Publisher: Black Swan/Random House NZ,2011
ISBN 9781869793388
Genre: Historical Fiction
269p
Synopsis: In 1866, Daniel Peterson and his family give up their comfortable life in London for a farm on Banks Peninsula, New Zealand. Daniel has a vision of making his fortune growing grass seed but the land he foolishly buys unseen is not the gentle flat fields he imagines but steep , rugged hillside covered with scrub and tree stumps with a run down old cottage for their new home.
Penniless, the Peterson's find themselves at the mercy of the land, the weather and their few neighbours - a motley, suspicious assortment of old whalers, escaped convicts, wary french settlers and true-blue Tory squatters. While Daniel and his wife, Laetitia, struggle to cope with the hostile environment, their children with youthful resilience find it easier. Fifteen-year-old Robbie finds freedom and friendship with a Maori family living in the bay below and eighteen-year-old Hester consoles herself with writing long letters to her friend in England. When she discovers the journal of Etienne La Rochelle, the man who once owned the land, it leads her on a journey into a world of beauty, darkness and illicit love - a path which eventually she may follow herself.
My thoughts - It doesn't happen very often but it's always a pleasure to read a book set in my own country and if at first the cover lead me to assume this would be more of an historical romance I was mistaken. La Rochelle's Road is excellent historical fiction which captures the essence of the Canterbury landscape, the vagaries of the weather and the difficulties the early settlers faced . The themes are quite dark - loss, betrayal and disillusionment but touches of humour and hope prevent it from becoming depressing.
I liked that the story focused on an ordinary family. It made me realise how often it must have been that a man had a dream and his family had no choice but to follow him and how hard it must have been for the women. Of all the characters it was Letitia I most connected with and it was painful to read of her daily drudgery and my heart ached for her as the small daily disasters slowly broke her spirit.
"A powerful scent of English violets is rising from Letitia's bedroom floor. She tries to coax the precious liquid back into its broken bottle. But it is no use. The last of her London luxuries is gone, dripping through the cracks in the boards, swallowed up by the dirt below."
An impressive debut novel with my only complaint being I wish it had been longer but I'll certainly be looking for more from Tanya Moir in the future.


#### What to do
Copy each line of the records that holds the string "Marginal".
--- --- ---
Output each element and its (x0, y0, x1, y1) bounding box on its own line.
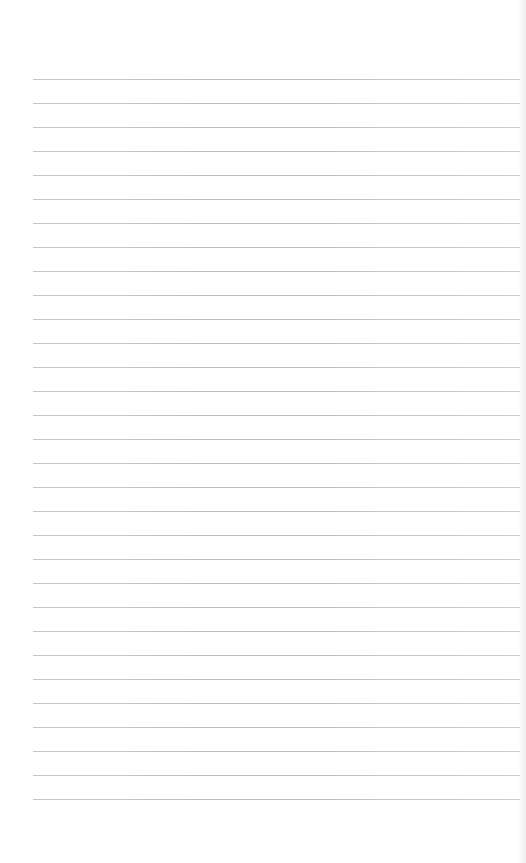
ruled-line (33, 367, 520, 368)
ruled-line (33, 247, 520, 248)
ruled-line (33, 799, 520, 800)
ruled-line (33, 199, 520, 200)
ruled-line (33, 631, 520, 632)
ruled-line (33, 415, 520, 416)
lined-paper-sheet (0, 0, 526, 863)
ruled-line (33, 271, 520, 272)
ruled-line (33, 535, 520, 536)
ruled-line (33, 295, 520, 296)
ruled-line (33, 463, 520, 464)
ruled-line (33, 583, 520, 584)
ruled-line (33, 175, 520, 176)
page-edge-shadow (518, 0, 526, 863)
ruled-line (33, 487, 520, 488)
ruled-line (33, 679, 520, 680)
ruled-line (33, 703, 520, 704)
ruled-line (33, 655, 520, 656)
ruled-line (33, 775, 520, 776)
ruled-line (33, 79, 520, 80)
ruled-line (33, 751, 520, 752)
ruled-line (33, 223, 520, 224)
ruled-line (33, 103, 520, 104)
ruled-line (33, 727, 520, 728)
ruled-line (33, 391, 520, 392)
ruled-line (33, 511, 520, 512)
ruled-line (33, 151, 520, 152)
ruled-line (33, 607, 520, 608)
ruled-line (33, 559, 520, 560)
ruled-line (33, 127, 520, 128)
ruled-line (33, 319, 520, 320)
ruled-line (33, 343, 520, 344)
ruled-line (33, 439, 520, 440)
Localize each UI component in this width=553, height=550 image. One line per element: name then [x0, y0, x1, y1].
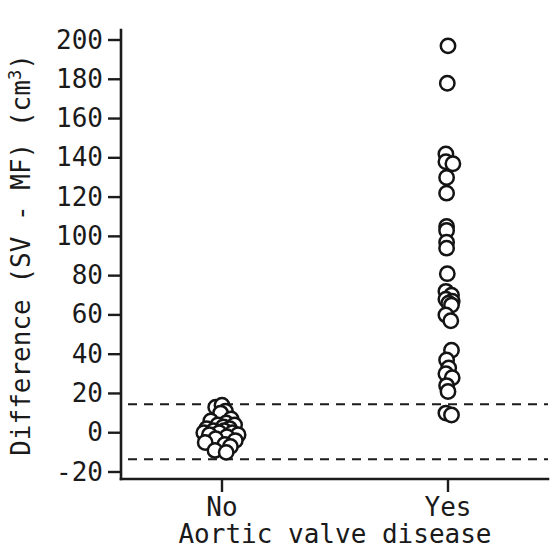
y-tick-label: 160: [56, 103, 103, 133]
data-point: [439, 186, 453, 200]
chart-figure: Difference (SV - MF) (cm3) -200204060801…: [0, 0, 553, 550]
y-tick-label: 60: [72, 299, 103, 329]
x-tick-label-group: NoYes: [206, 492, 471, 522]
y-axis-title: Difference (SV - MF) (cm3): [5, 54, 36, 456]
scatter-plot: Difference (SV - MF) (cm3) -200204060801…: [0, 0, 553, 550]
y-axis-title-superscript: 3: [5, 70, 25, 80]
y-tick-label: 180: [56, 64, 103, 94]
data-point: [440, 266, 454, 280]
x-axis-title: Aortic valve disease: [178, 519, 491, 549]
x-tick-group: [222, 479, 448, 492]
data-point: [446, 157, 460, 171]
y-tick-label: -20: [56, 457, 103, 487]
y-tick-label: 40: [72, 339, 103, 369]
data-point: [444, 314, 458, 328]
y-tick-label: 120: [56, 182, 103, 212]
y-axis-title-main: Difference (SV - MF) (cm: [6, 80, 36, 456]
y-tick-label: 100: [56, 221, 103, 251]
reference-line-group: [128, 404, 548, 459]
x-tick-label-no: No: [206, 492, 237, 522]
data-point: [441, 39, 455, 53]
data-point: [441, 384, 455, 398]
y-tick-label: 80: [72, 260, 103, 290]
y-tick-label: 20: [72, 378, 103, 408]
y-tick-label: 0: [87, 417, 103, 447]
data-point: [439, 241, 453, 255]
y-tick-group: -20020406080100120140160180200: [56, 25, 121, 487]
y-tick-label: 200: [56, 25, 103, 55]
data-point: [440, 76, 454, 90]
data-point: [444, 408, 458, 422]
data-point-group: [197, 39, 460, 460]
y-tick-label: 140: [56, 142, 103, 172]
data-point: [219, 445, 233, 459]
y-axis-title-tail: ): [6, 54, 36, 70]
data-point: [439, 170, 453, 184]
x-tick-label-yes: Yes: [425, 492, 472, 522]
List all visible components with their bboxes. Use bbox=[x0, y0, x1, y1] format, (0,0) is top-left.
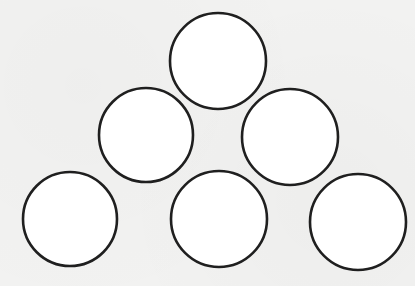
diagram-canvas bbox=[0, 0, 415, 286]
circle-middle-left bbox=[99, 88, 193, 182]
circle-middle-right bbox=[242, 89, 338, 185]
circle-bottom-right bbox=[310, 174, 406, 270]
circle-bottom-middle bbox=[171, 171, 267, 267]
circle-triangle-diagram bbox=[0, 0, 415, 286]
circle-bottom-left bbox=[23, 172, 117, 266]
circle-top bbox=[170, 13, 266, 109]
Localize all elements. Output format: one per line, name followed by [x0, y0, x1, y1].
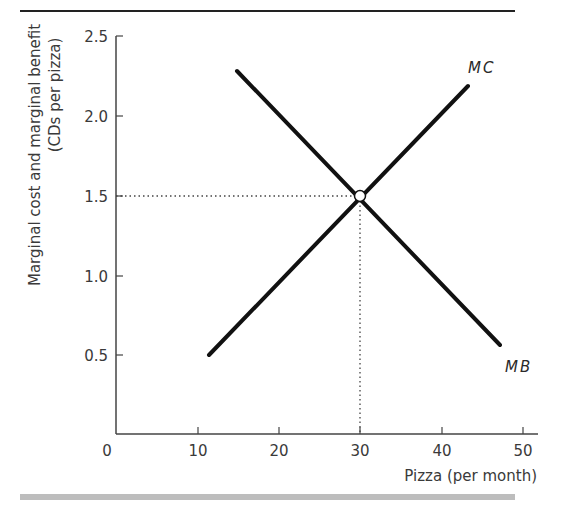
- mc-label: MC: [468, 59, 495, 77]
- x-axis-label: Pizza (per month): [404, 467, 537, 485]
- y-tick-label: 1.5: [84, 188, 108, 206]
- y-axis-label-line2: (CDs per pizza): [46, 38, 64, 153]
- y-axis-label-line1: Marginal cost and marginal benefit: [26, 24, 44, 286]
- x-tick-labels: 0 10 20 30 40 50: [102, 442, 532, 460]
- bottom-rule: [20, 494, 515, 500]
- y-tick-labels: 2.5 2.0 1.5 1.0 0.5: [84, 28, 108, 365]
- x-tick-label: 0: [102, 442, 112, 460]
- y-tick-label: 2.5: [84, 28, 108, 46]
- equilibrium-point: [355, 191, 366, 202]
- x-tick-label: 50: [513, 442, 532, 460]
- mb-curve: [237, 71, 500, 345]
- mc-curve: [209, 86, 468, 355]
- x-tick-label: 20: [269, 442, 288, 460]
- chart: Marginal cost and marginal benefit (CDs …: [0, 0, 564, 515]
- y-tick-label: 0.5: [84, 347, 108, 365]
- y-tick-label: 2.0: [84, 108, 108, 126]
- x-tick-label: 40: [432, 442, 451, 460]
- x-tick-label: 30: [350, 442, 369, 460]
- x-tick-label: 10: [188, 442, 207, 460]
- mb-label: MB: [505, 358, 532, 376]
- y-tick-label: 1.0: [84, 268, 108, 286]
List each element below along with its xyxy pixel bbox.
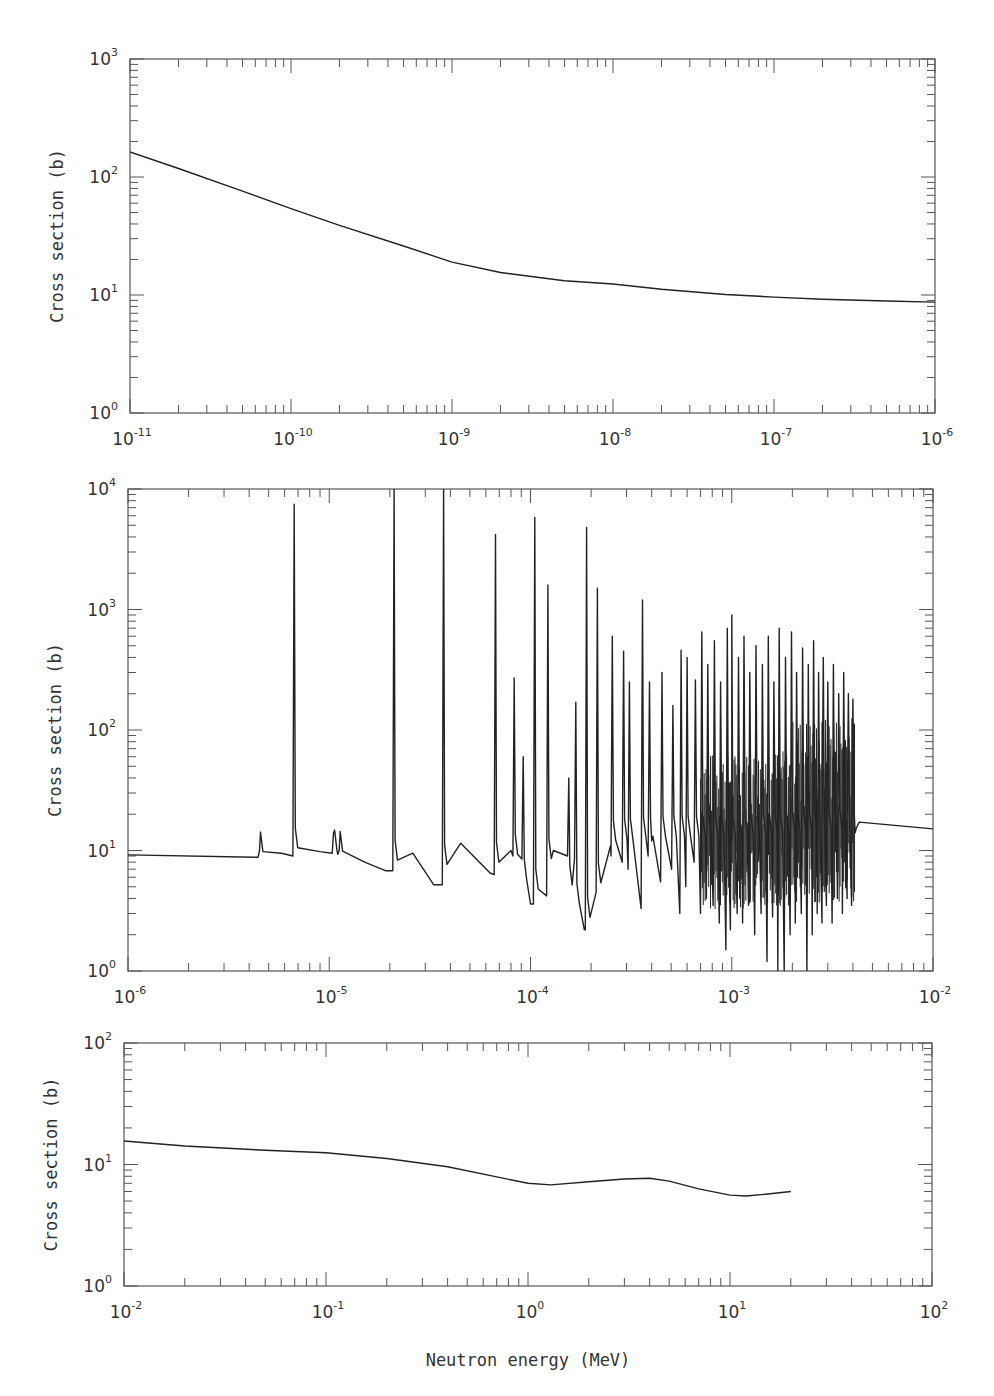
x-tick-label: 10-3 bbox=[717, 984, 750, 1007]
axis-ticks bbox=[124, 1043, 932, 1286]
x-tick-label: 10-7 bbox=[760, 426, 793, 449]
y-tick-label: 100 bbox=[87, 958, 116, 981]
x-tick-label: 101 bbox=[718, 1299, 747, 1322]
axis-ticks bbox=[130, 59, 935, 413]
figure: 10-1110-1010-910-810-710-6100101102103Cr… bbox=[0, 0, 994, 1396]
y-tick-label: 103 bbox=[87, 597, 116, 620]
tick-labels: 10-210-1100101102100101102 bbox=[83, 1030, 948, 1322]
x-tick-label: 10-2 bbox=[110, 1299, 143, 1322]
x-tick-label: 10-2 bbox=[919, 984, 952, 1007]
panel-middle-plot: 10-610-510-410-310-2100101102103104Cross… bbox=[45, 476, 951, 1007]
x-tick-label: 10-5 bbox=[315, 984, 348, 1007]
x-tick-label: 10-8 bbox=[599, 426, 632, 449]
axes-frame bbox=[124, 1043, 932, 1286]
x-tick-label: 10-6 bbox=[921, 426, 954, 449]
y-tick-label: 101 bbox=[89, 282, 118, 305]
cross-section-curve bbox=[130, 152, 935, 302]
x-axis-title: Neutron energy (MeV) bbox=[426, 1350, 631, 1370]
y-axis-title: Cross section (b) bbox=[45, 643, 65, 817]
y-tick-label: 102 bbox=[87, 717, 116, 740]
x-tick-label: 10-1 bbox=[312, 1299, 345, 1322]
x-tick-label: 100 bbox=[516, 1299, 545, 1322]
y-tick-label: 103 bbox=[89, 46, 118, 69]
x-tick-label: 10-6 bbox=[114, 984, 147, 1007]
y-tick-label: 102 bbox=[89, 164, 118, 187]
y-tick-label: 104 bbox=[87, 476, 116, 499]
y-axis-title: Cross section (b) bbox=[47, 149, 67, 323]
y-tick-label: 101 bbox=[83, 1152, 112, 1175]
x-tick-label: 10-9 bbox=[438, 426, 471, 449]
x-tick-label: 10-11 bbox=[112, 426, 152, 449]
y-tick-label: 100 bbox=[89, 400, 118, 423]
x-tick-label: 102 bbox=[920, 1299, 949, 1322]
axes-frame bbox=[130, 59, 935, 413]
y-tick-label: 100 bbox=[83, 1273, 112, 1296]
cross-section-curve bbox=[124, 1141, 791, 1196]
cross-section-curve bbox=[128, 489, 933, 971]
panel-bottom-plot: 10-210-1100101102100101102Cross section … bbox=[41, 1030, 948, 1322]
x-tick-label: 10-10 bbox=[273, 426, 313, 449]
tick-labels: 10-1110-1010-910-810-710-6100101102103 bbox=[89, 46, 953, 449]
panel-top-plot: 10-1110-1010-910-810-710-6100101102103Cr… bbox=[47, 46, 953, 449]
y-tick-label: 102 bbox=[83, 1030, 112, 1053]
y-tick-label: 101 bbox=[87, 838, 116, 861]
y-axis-title: Cross section (b) bbox=[41, 1078, 61, 1252]
x-tick-label: 10-4 bbox=[516, 984, 549, 1007]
--- --- ---
#### Solution for this problem
- y-axis-label-line1: Marginal cost and marginal benefit: [26, 24, 44, 286]
- chart: Marginal cost and marginal benefit (CDs …: [0, 0, 564, 515]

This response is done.